At this moment I saw in Clara’s calm regard the disinterested under-Standing
of a beat-up face—as if nothing I had to say was as expressive as the condition I was in.

“He tried to make me the fink,” I said. I realized I was crying. “The son of a bitch. The goddamn hillbilly son of a bitch!”

She turned away.

I stayed that night in the hospital and once or twice I realized the moans on the ward were my own.

In the morning I caught a glimpse of myself in the metal mirror of the bathroom—arm in a sling, a swollen one-sided face, a beauty of a shiner. I found myself pissing blood.

I was released—I supposed on the grounds that I was still breathing. I walked a couple of blocks to the car line. A clear cold morning. I sat in the streetcar as it gradually was engulfed in the tide of men walking to work. I thought of trying to work the line with a broken arm. I was out of a job.

Men stepped aside to let the streetcar through. Faces looked up at me. I had pretended to be one of them. That was the detective’s sin.

When I got home I found Clara and Sandy James and the baby asleep in my bed. The house was cold and there was a fetid smell, faintly redolent of throw-up or death, it was a very personal smell of mourning or despair. I got the fire going in the coal stove—I was learning with each passing moment the surprises of a one-armed life.

I went next door. The place was a shambles. Red’s desk had been jimmied open, the sofa cushions and chair cushions were piled up, the braided rug was thrown back, his collection of pulp magazines was tossed everywhere. His secretarial ledgers were on the floor, one with the names and addresses of the membership, another with his meeting minutes. I found boxes of mimeographed form letters, a loose-leaf folder with directives of the National Labor Relations Board, a scattered pack of blank union cards.

Inside the splintered front door, stuck in a crack, was the carbon copy of a handwritten memo dated some months before.

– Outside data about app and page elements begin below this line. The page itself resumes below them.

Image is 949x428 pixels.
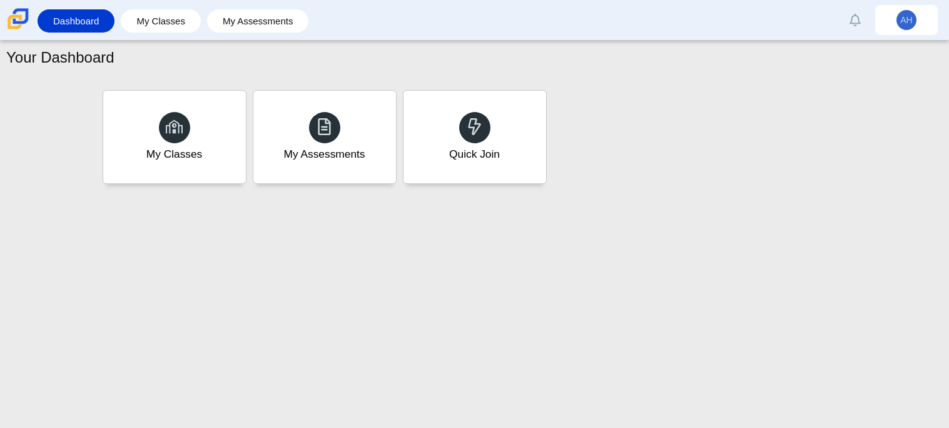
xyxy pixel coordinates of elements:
h1: Your Dashboard [6,47,114,68]
a: My Classes [103,90,246,184]
a: Dashboard [44,9,108,33]
a: Quick Join [403,90,547,184]
div: My Assessments [284,146,365,162]
span: AH [900,16,912,24]
a: My Assessments [253,90,396,184]
a: AH [875,5,937,35]
a: My Classes [127,9,194,33]
a: My Assessments [213,9,303,33]
div: Quick Join [449,146,500,162]
div: My Classes [146,146,203,162]
img: Carmen School of Science & Technology [5,6,31,32]
a: Alerts [841,6,869,34]
a: Carmen School of Science & Technology [5,23,31,34]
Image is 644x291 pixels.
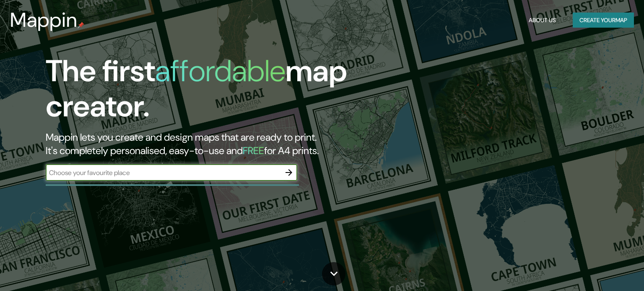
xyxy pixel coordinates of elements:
button: Create yourmap [573,12,634,28]
h1: affordable [155,51,286,90]
button: About Us [525,12,559,28]
iframe: Help widget launcher [569,258,635,282]
img: mappin-pin [77,21,84,29]
h1: The first map creator. [46,53,368,131]
h2: Mappin lets you create and design maps that are ready to print. It's completely personalised, eas... [46,131,368,158]
input: Choose your favourite place [46,168,280,177]
h3: Mappin [10,8,77,32]
h5: FREE [243,145,264,157]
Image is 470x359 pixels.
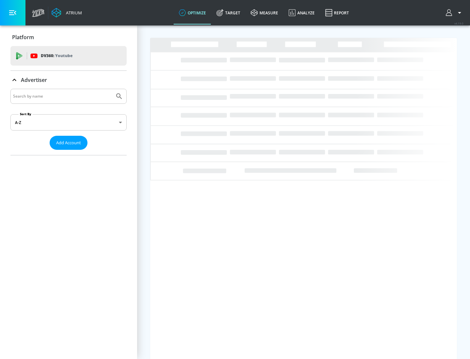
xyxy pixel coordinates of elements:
[56,139,81,147] span: Add Account
[19,112,33,116] label: Sort By
[10,114,127,131] div: A-Z
[10,46,127,66] div: DV360: Youtube
[12,34,34,41] p: Platform
[52,8,82,18] a: Atrium
[13,92,112,101] input: Search by name
[10,28,127,46] div: Platform
[41,52,72,59] p: DV360:
[10,89,127,155] div: Advertiser
[245,1,283,24] a: measure
[320,1,354,24] a: Report
[174,1,211,24] a: optimize
[63,10,82,16] div: Atrium
[10,71,127,89] div: Advertiser
[454,22,463,25] span: v 4.19.0
[50,136,87,150] button: Add Account
[283,1,320,24] a: Analyze
[55,52,72,59] p: Youtube
[21,76,47,84] p: Advertiser
[211,1,245,24] a: Target
[10,150,127,155] nav: list of Advertiser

It had been stepped
on. It was addressed to someone with the initials C.I.S. It was signed not with a name but with a number. But I could tell who the writer was, Red wrote a very chatty espionage report, very folksy. He spelled grievance
greevins
.

The bedroom was no less worked over. I straightened the mattress and lay down and pulled a blanket over me. I knew that I should be thinking but I couldn’t seem to make the effort. Eventually I fell asleep. A wind came along and worked at the broken front door, banging it open, banging it closed, and I kept waking or coming to with the intention of seeing who it was, who it was at the door who wanted to come into this pain and taste of blood.

In the parlor a man was picking up papers and tapping them into alignment on the floor. It was the tapping that woke me.

“Hey, pal,” he said.

He wore a topcoat that was open and followed him like a train as he duckwalked from one item to another. His hat was pushed back on his head.

He stood up with an effort. “Oh boy,” he said, “these old bones ain’t what they used to be.”

A lean face, pitted and scarred, very thick black eyebrows, and carbon-black eyes with deep grainy circles of black under them. A heavy five o’clock shadow. But the skin under all was pale and unhealthy-looking. He had collected Red’s union records and was stuffing them now in a briefcase. He righted the armchairs and looked under the cushions. He felt around the desk drawers. He stacked Red’s pulps, flipping through each one to see if there was anything in it. He was very thorough. And all the while he talked.